SW Radio Africa news - The Independent Voice of Zimbabwe


Beaten WOZA members released on bail

By Alex Bell
19 June 2009

Four members of the pressure group,, Women of Zimbabwe Arise (WOZA), who were brutally beaten and arrested in Harare on Thursday, were finally released on bail after being locked up overnight.

The four were denied medical treatment despite the serious injuries received at the hands of police officials, who launched a vicious attack on protesting WOZA members in the capital. The group had gathered to commemorate International Refugee Day by holding peaceful marches through the city streets to Parliament. But police who had been patrolling the streets in the city centre used force to immediately stop three of the six simultaneous marches that had been organised.

The WOZA members and supporters that had gathered were brutally beaten with batons and then dispersed. Riot police then intercepted the fourth protest outside the offices of The Herald newspaper, again violently beating the peaceful protestors. As the last two protests were nearing their target, parliament, riot police again descended and began to viciously beat the group. Police followed the demonstrators as they dispersed, continuing to randomly beat and detain them as they moved away.

Eyewitnesses to the brutality included scores of media representatives who had gathered for a press conference by human rights organisation Amnesty International. Three journalists, who were documenting the police assault on the WOZA members, were manhandled into police vans and detained. They were only released later in the evening when it was discovered that one of the journalists was from the state run Herald newspaper.

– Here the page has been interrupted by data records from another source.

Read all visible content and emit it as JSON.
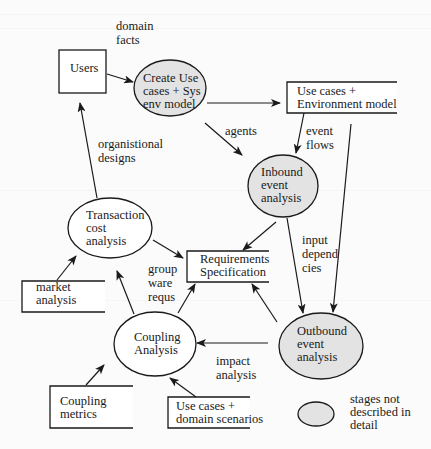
{
  "colors": {
    "background": "#fbfbfb",
    "stroke": "#1a1a1a",
    "shaded_fill": "#e3e3e3",
    "plain_fill": "#ffffff"
  },
  "nodes": {
    "users": {
      "kind": "box",
      "x": 59,
      "y": 50,
      "w": 47,
      "h": 43,
      "lines": [
        "Users"
      ],
      "tx": 70,
      "ty": 72
    },
    "create_use_cases": {
      "kind": "ellipse",
      "shaded": true,
      "cx": 170,
      "cy": 88,
      "rx": 36,
      "ry": 28,
      "lines": [
        "Create Use",
        "cases + Sys",
        "env model"
      ],
      "tx": 143,
      "ty": 82
    },
    "use_cases_env_model": {
      "kind": "store",
      "x": 287,
      "y": 82,
      "w": 110,
      "h": 31,
      "lines": [
        "Use cases +",
        "Environment model"
      ],
      "tx": 297,
      "ty": 95
    },
    "inbound": {
      "kind": "ellipse",
      "shaded": true,
      "cx": 283,
      "cy": 186,
      "rx": 35,
      "ry": 31,
      "lines": [
        "Inbound",
        "event",
        "analysis"
      ],
      "tx": 261,
      "ty": 176
    },
    "transaction": {
      "kind": "ellipse",
      "shaded": false,
      "cx": 110,
      "cy": 228,
      "rx": 42,
      "ry": 30,
      "lines": [
        "Transaction",
        "cost",
        "analysis"
      ],
      "tx": 86,
      "ty": 219
    },
    "requirements": {
      "kind": "store",
      "x": 187,
      "y": 251,
      "w": 82,
      "h": 31,
      "lines": [
        "Requirements",
        "Specification"
      ],
      "tx": 200,
      "ty": 263
    },
    "market": {
      "kind": "store",
      "x": 22,
      "y": 281,
      "w": 83,
      "h": 31,
      "lines": [
        "market",
        "analysis"
      ],
      "tx": 36,
      "ty": 291
    },
    "coupling": {
      "kind": "ellipse",
      "shaded": false,
      "cx": 155,
      "cy": 344,
      "rx": 41,
      "ry": 32,
      "lines": [
        "Coupling",
        "Analysis"
      ],
      "tx": 134,
      "ty": 341
    },
    "outbound": {
      "kind": "ellipse",
      "shaded": true,
      "cx": 321,
      "cy": 346,
      "rx": 42,
      "ry": 33,
      "lines": [
        "Outbound",
        "event",
        "analysis"
      ],
      "tx": 297,
      "ty": 335
    },
    "coupling_metrics": {
      "kind": "store",
      "x": 50,
      "y": 386,
      "w": 83,
      "h": 42,
      "lines": [
        "Coupling",
        "metrics"
      ],
      "tx": 60,
      "ty": 405
    },
    "use_cases_domain": {
      "kind": "store",
      "x": 168,
      "y": 397,
      "w": 82,
      "h": 31,
      "lines": [
        "Use cases +",
        "domain scenarios"
      ],
      "tx": 176,
      "ty": 410
    }
  },
  "edges": [
    {
      "id": "users-to-create",
      "x1": 107,
      "y1": 74,
      "x2": 133,
      "y2": 82
    },
    {
      "id": "create-to-envmodel",
      "x1": 207,
      "y1": 103,
      "x2": 280,
      "y2": 103
    },
    {
      "id": "agents",
      "x1": 205,
      "y1": 123,
      "x2": 242,
      "y2": 155
    },
    {
      "id": "event-flows",
      "x1": 304,
      "y1": 113,
      "x2": 296,
      "y2": 153
    },
    {
      "id": "envmodel-to-outbound",
      "x1": 351,
      "y1": 124,
      "x2": 333,
      "y2": 312
    },
    {
      "id": "organistional-designs",
      "x1": 97,
      "y1": 198,
      "x2": 80,
      "y2": 103
    },
    {
      "id": "inbound-to-requirements",
      "x1": 276,
      "y1": 222,
      "x2": 243,
      "y2": 250
    },
    {
      "id": "input-dependencies",
      "x1": 287,
      "y1": 218,
      "x2": 303,
      "y2": 313
    },
    {
      "id": "transaction-to-requirements",
      "x1": 153,
      "y1": 240,
      "x2": 183,
      "y2": 258
    },
    {
      "id": "market-to-transaction",
      "x1": 57,
      "y1": 280,
      "x2": 76,
      "y2": 256
    },
    {
      "id": "coupling-to-transaction",
      "x1": 134,
      "y1": 314,
      "x2": 117,
      "y2": 271
    },
    {
      "id": "groupware-requs",
      "x1": 178,
      "y1": 313,
      "x2": 195,
      "y2": 284
    },
    {
      "id": "outbound-to-requirements",
      "x1": 277,
      "y1": 322,
      "x2": 252,
      "y2": 284
    },
    {
      "id": "impact-analysis",
      "x1": 268,
      "y1": 343,
      "x2": 197,
      "y2": 343
    },
    {
      "id": "metrics-to-coupling",
      "x1": 86,
      "y1": 385,
      "x2": 104,
      "y2": 365
    },
    {
      "id": "domain-to-coupling",
      "x1": 196,
      "y1": 397,
      "x2": 170,
      "y2": 378
    }
  ],
  "edge_labels": {
    "domain_facts": {
      "lines": [
        "domain",
        "facts"
      ],
      "x": 116,
      "y": 30
    },
    "agents": {
      "lines": [
        "agents"
      ],
      "x": 225,
      "y": 135
    },
    "event_flows": {
      "lines": [
        "event",
        "flows"
      ],
      "x": 306,
      "y": 135
    },
    "organistional_designs": {
      "lines": [
        "organistional",
        "designs"
      ],
      "x": 98,
      "y": 148
    },
    "input_dependencies": {
      "lines": [
        "input",
        "depend",
        "cies"
      ],
      "x": 302,
      "y": 244
    },
    "group_ware_requs": {
      "lines": [
        "group",
        "ware",
        "requs"
      ],
      "x": 148,
      "y": 273
    },
    "impact_analysis": {
      "lines": [
        "impact",
        "analysis"
      ],
      "x": 216,
      "y": 365
    }
  },
  "legend": {
    "cx": 316,
    "cy": 414,
    "rx": 18,
    "ry": 12,
    "lines": [
      "stages not",
      "described in",
      "detail"
    ],
    "x": 350,
    "y": 403
  }
}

One of the journalists that were arrested described witnessing the police beatings, saying police continued to beat and kick the women that had been picked up and thrown into the police van.

“One officer in particular, seemed to be enjoying himself, calling out ‘piece of shit’ with each strike,” the journalist said.

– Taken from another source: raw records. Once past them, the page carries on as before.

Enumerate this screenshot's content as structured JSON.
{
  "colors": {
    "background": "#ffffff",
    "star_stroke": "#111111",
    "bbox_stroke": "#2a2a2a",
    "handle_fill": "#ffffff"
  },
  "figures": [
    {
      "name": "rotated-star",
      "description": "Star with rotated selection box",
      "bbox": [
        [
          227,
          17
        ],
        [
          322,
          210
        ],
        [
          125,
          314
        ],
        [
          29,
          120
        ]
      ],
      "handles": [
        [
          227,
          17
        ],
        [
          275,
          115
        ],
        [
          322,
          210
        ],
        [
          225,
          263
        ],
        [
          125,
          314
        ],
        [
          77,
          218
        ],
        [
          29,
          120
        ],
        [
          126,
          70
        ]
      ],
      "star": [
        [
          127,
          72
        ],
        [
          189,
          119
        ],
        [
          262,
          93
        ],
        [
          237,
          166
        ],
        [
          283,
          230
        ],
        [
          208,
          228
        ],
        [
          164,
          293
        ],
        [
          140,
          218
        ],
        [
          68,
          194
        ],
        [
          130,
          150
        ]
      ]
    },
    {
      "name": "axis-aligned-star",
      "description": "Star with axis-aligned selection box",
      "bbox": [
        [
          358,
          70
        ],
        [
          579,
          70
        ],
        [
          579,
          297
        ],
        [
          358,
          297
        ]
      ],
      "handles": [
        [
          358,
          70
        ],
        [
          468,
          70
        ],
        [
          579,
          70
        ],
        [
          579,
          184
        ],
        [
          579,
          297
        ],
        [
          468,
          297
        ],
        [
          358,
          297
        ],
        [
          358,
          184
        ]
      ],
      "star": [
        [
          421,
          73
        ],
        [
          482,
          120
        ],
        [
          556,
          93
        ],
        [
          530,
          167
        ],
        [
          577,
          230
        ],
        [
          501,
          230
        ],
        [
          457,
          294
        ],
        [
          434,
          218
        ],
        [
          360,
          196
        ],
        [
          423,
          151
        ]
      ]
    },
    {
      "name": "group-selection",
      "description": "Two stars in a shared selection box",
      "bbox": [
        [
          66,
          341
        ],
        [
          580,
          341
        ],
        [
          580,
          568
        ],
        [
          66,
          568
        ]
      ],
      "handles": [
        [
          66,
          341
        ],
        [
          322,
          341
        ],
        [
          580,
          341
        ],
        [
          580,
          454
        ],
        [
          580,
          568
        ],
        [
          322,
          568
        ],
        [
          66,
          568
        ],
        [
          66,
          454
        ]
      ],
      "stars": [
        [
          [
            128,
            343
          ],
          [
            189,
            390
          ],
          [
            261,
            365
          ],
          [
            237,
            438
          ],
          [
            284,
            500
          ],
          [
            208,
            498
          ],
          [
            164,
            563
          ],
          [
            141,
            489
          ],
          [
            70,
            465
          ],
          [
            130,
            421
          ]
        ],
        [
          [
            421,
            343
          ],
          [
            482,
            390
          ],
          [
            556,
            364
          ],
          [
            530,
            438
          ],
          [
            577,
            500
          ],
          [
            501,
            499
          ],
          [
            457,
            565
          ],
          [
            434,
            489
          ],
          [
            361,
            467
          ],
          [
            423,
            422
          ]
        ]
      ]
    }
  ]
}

The seriously injured WOZA members that were arrested were kept overnight in police cells without medical treatment, before appearing in the Harare Magistrates Court on Friday morning. After an initial argument by the state that the women should be denied bail, they were finally released on US$10 bail each and remanded out of custody to the 2nd of July. Their lawyer was also granted a court order for the police to explain the serious injuries the four women had received.

At the same time, seven other WOZA members who were arrested in Bulawayo on Wednesday also appeared in court on Friday morning, on charges of disturbing the peace. The group was arrested after WOZA’s Refugee Day commemoration march in the city was violently broken up by police. Three people were seriously injured, while scores more WOZA members sustained minor injuries, again at the hands of police. Eight people were arrested, although one was later released on medical grounds. The remaining seven have been kept in custody at the Bulawayo Central Police Station since Wednesday.

During Friday’s court appearance, the state spent the morning trying to convince the court that the group should be denied bail until the arrest of WOZA leader Jenni Williams had been secured. The state argued that Williams should be charged as an organiser because of remarks that she made at a public meeting last week that WOZA would roll out peaceful protests until all Zimbabweans receive social justice. Williams told SW Radio Africa on Friday that the state’s argument is “nothing more than another form of harassment,” saying there has been no move to arrest her despite her very public appearances at both marches this week. The seven WOZA members meanwhile were all finally released on bail late Friday afternoon.

Meanwhile, outgoing US Ambassador James McGee on Thursday condemned the attacks on WOZA, saying: “We don’t like the way this country is being run.” McGee was speaking during a roundtable discussion with journalists in Harare on Thursday evening. He told journalists there he does not understand how ZANU PF affiliates, who themselves protested as political activists before independence, can now justify attacking people in the same protest situation today.

“Today, they say, when you open your moth, I’m going to hit you in the head,” McGee said. “Something is wrong with that.”